Moving Beyond Resistance: Women’s Multi-Generational Narratives of Body and Sexuality in Tehran

This paper looks at women’s experiences of embodiment as an analytical perspective in understanding gender policies in a context of social and political changes in Iranian society. In order to highlight the relationship between the contemporary social and cultural transformations in sexuality and sexual politics and women’s personal experiences, I conducted ethnographic research amongst two generations of women in Tehran: those born in the 1950s and those in the 1980s. Through an inter-generational approach I discuss the contradictory definition of womanhood in Iranian context and how women’s embodiment is constructed in intersection with different discourses on women’s sexuality. In contrast to the literature in which women’s agency is simply represented through their acts of resistance against the authoritative institutions such as the Islamic Republic, here I discuss how women’s personal narratives highlight the complexity of their positionality that cannot be easily reduced to the binary of defiance/subordination.

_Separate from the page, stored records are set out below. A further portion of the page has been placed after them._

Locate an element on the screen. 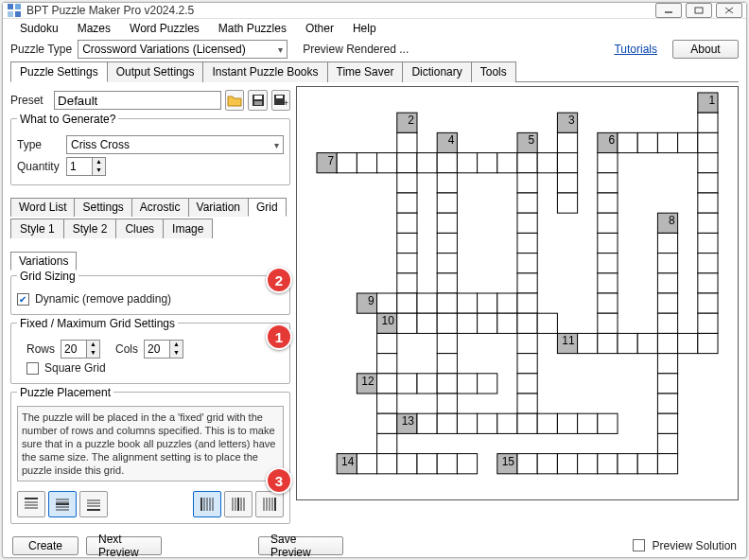 The height and width of the screenshot is (560, 749). tab-dictionary: Dictionary is located at coordinates (437, 72).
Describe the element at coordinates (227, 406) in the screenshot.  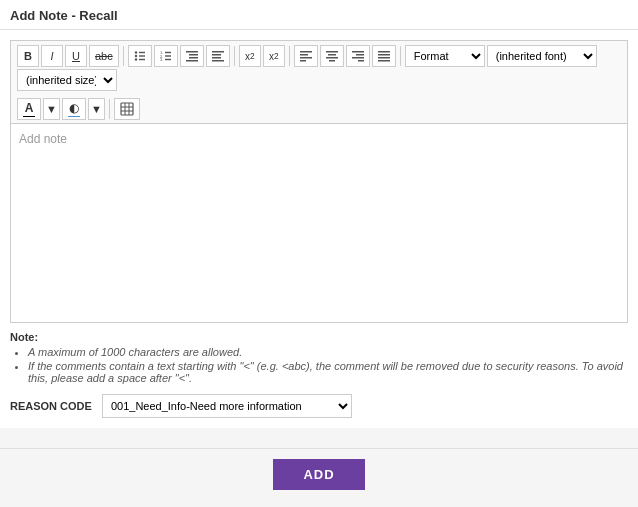
I see `reason-code-select: 001_Need_Info-Need more information` at that location.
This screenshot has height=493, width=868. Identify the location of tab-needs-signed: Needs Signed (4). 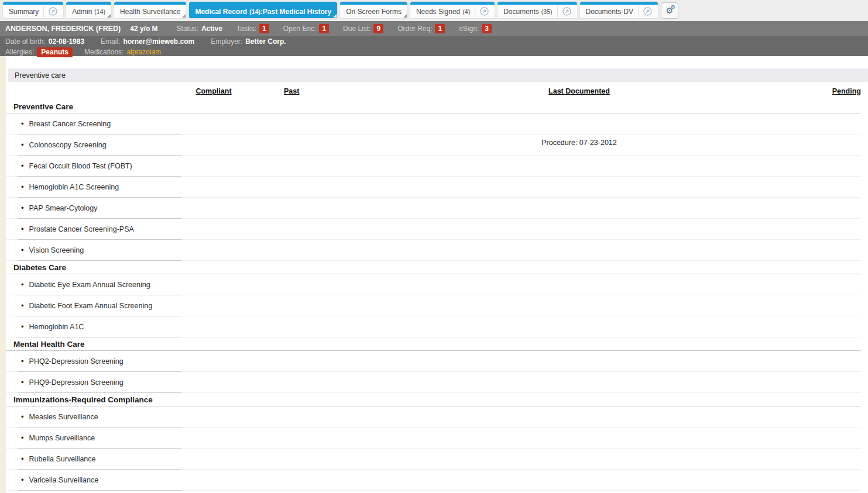
(452, 10).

Based on my ethnography, I discuss the ways in which they negotiate, challenge or reproduce the concepts of normal/natural female sexuality in their everyday experiences. I will argue that amongst these two generations women’s bodily experiences, their sources of learning about sexuality, their awareness of their rights to pleasure and their image of womanhood have shifted hugely due to changes in sexual politics of the Islamic Republic as well as their increasing access to the globalised media.
In general, this paper underlines the necessity of moving beyond the binary framework in reading women’s experiences. It also evaluates the possibility of social or political reform through sexual liberation in Iranian society in the context of similar discussions in the Middle East.